◆ **Problem**:
Reproduce the records below exactly; no pictures.

START Available data

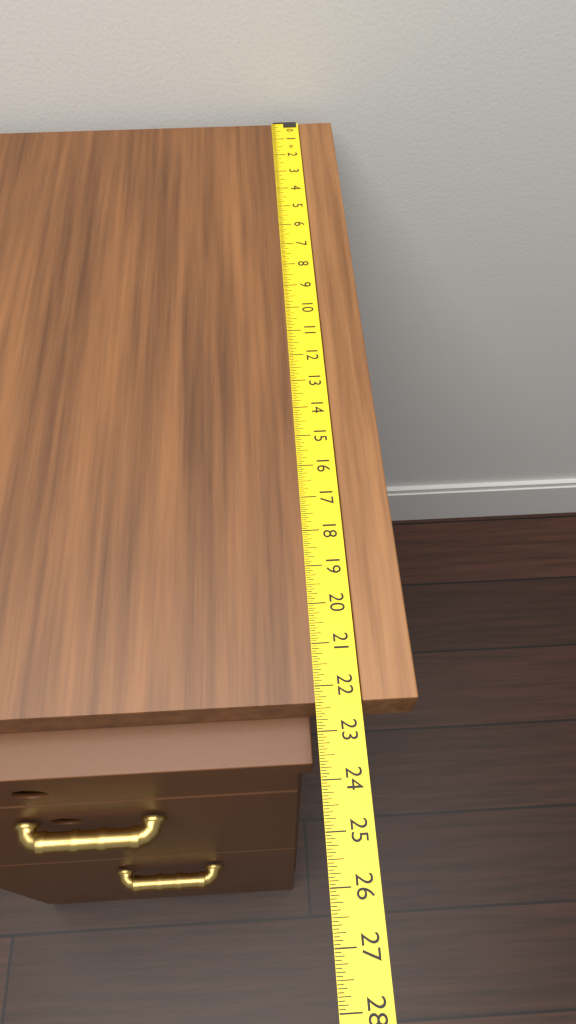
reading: 22.3750 in
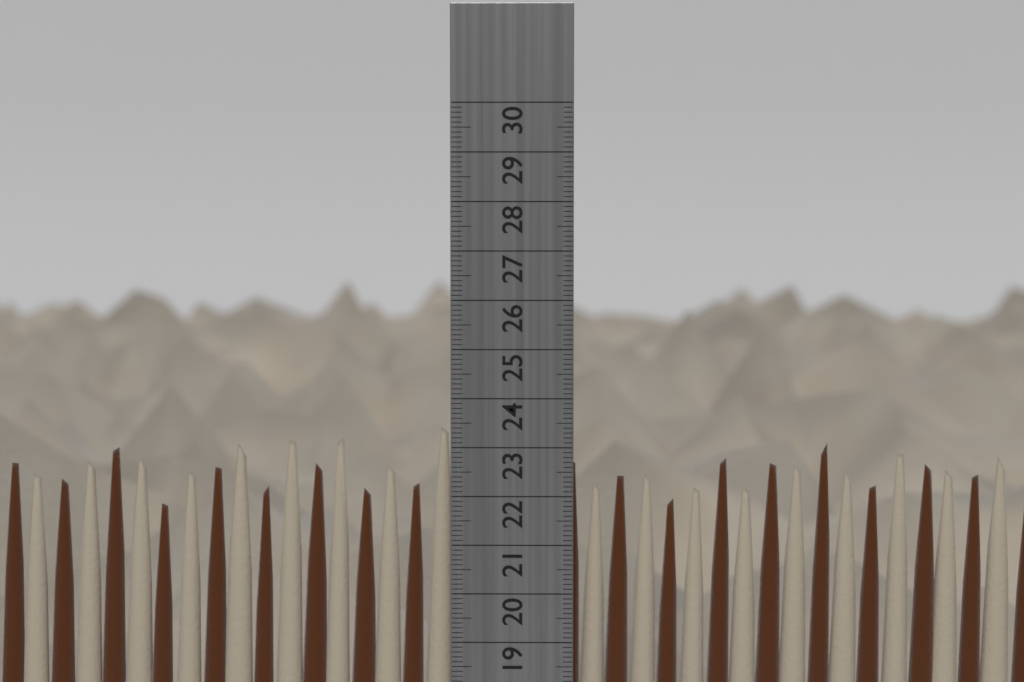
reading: 23.5 cm
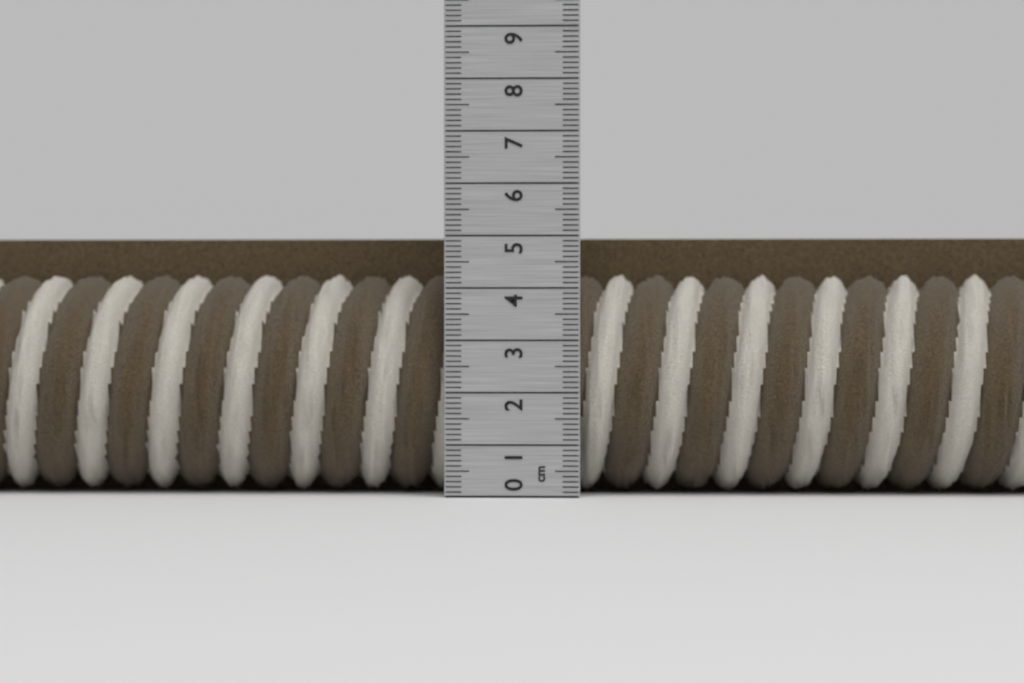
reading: 5.0 cm
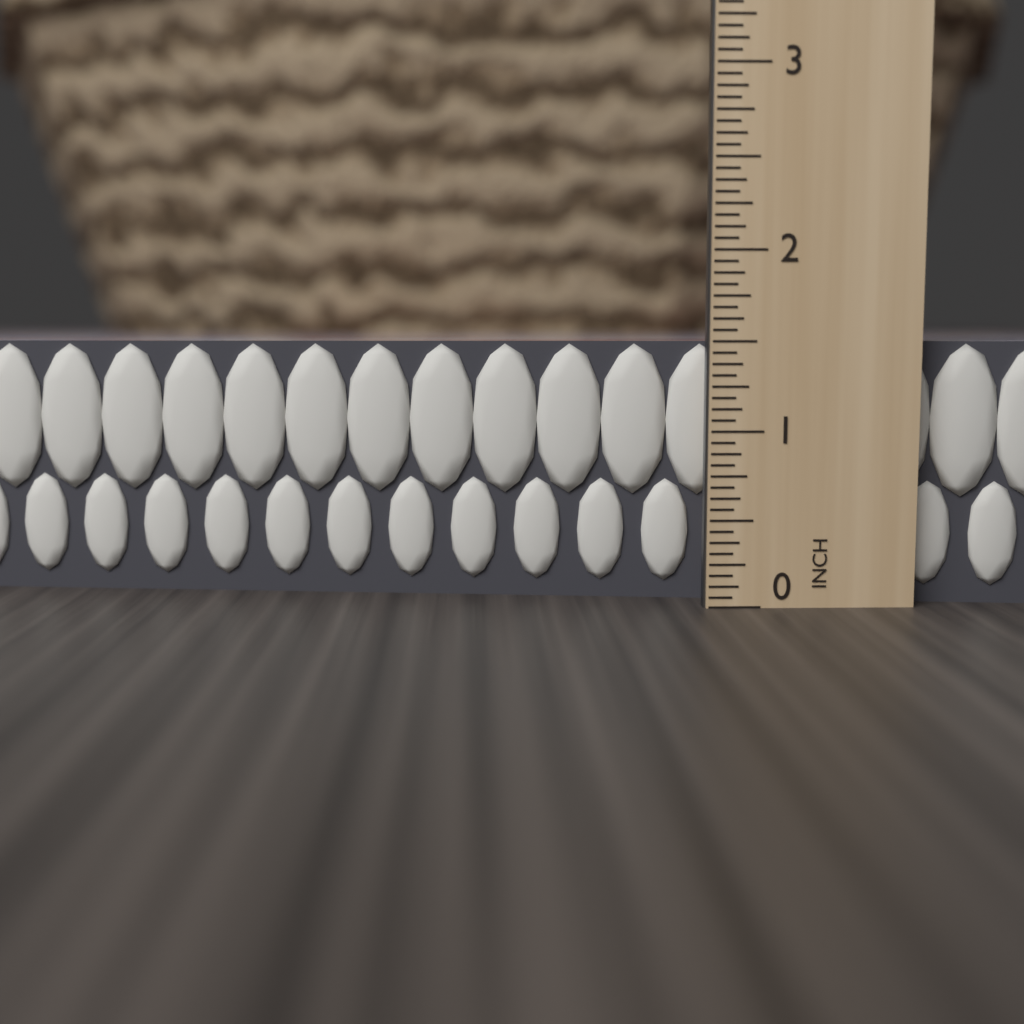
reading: 1.5000 in
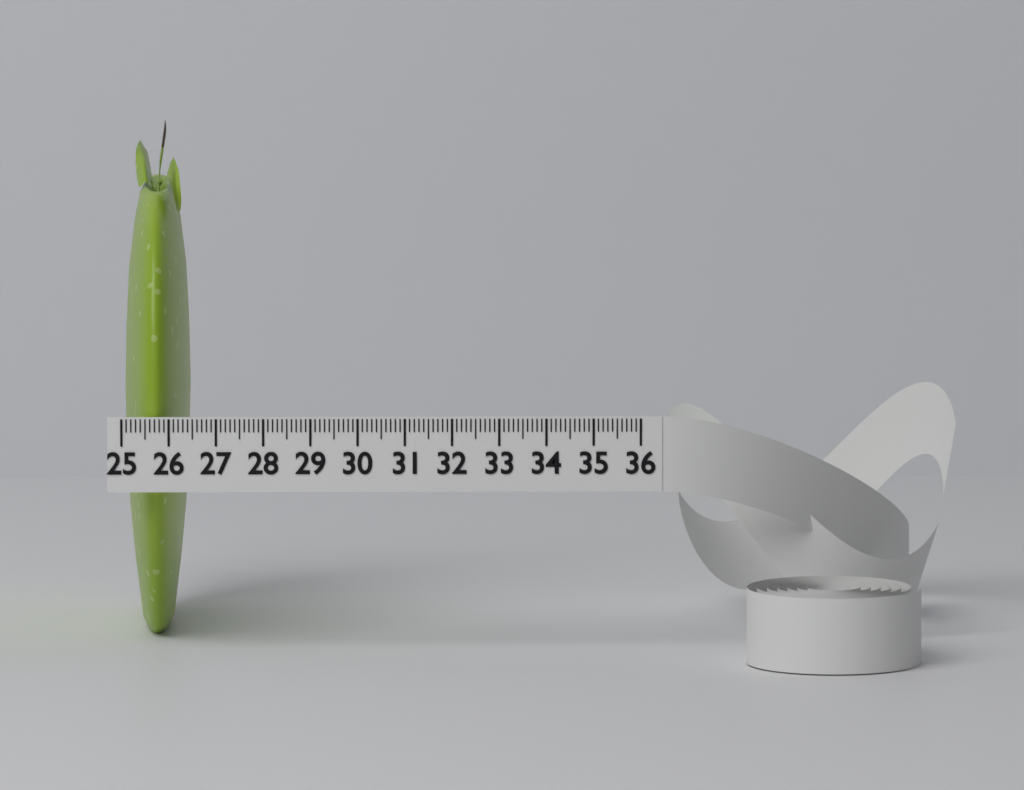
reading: 26.4 (no unit)
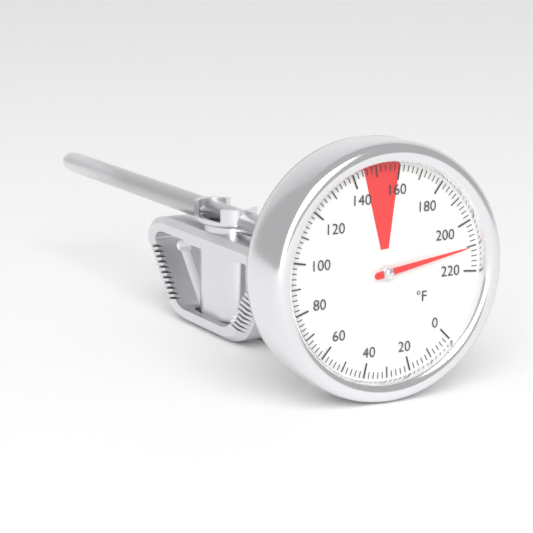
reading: 210 °F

END Available data

◆ **Solution to the problem**:
reading: 22.3750 in
reading: 23.5 cm
reading: 5.0 cm
reading: 1.5000 in
reading: 26.4 (no unit)
reading: 210 °F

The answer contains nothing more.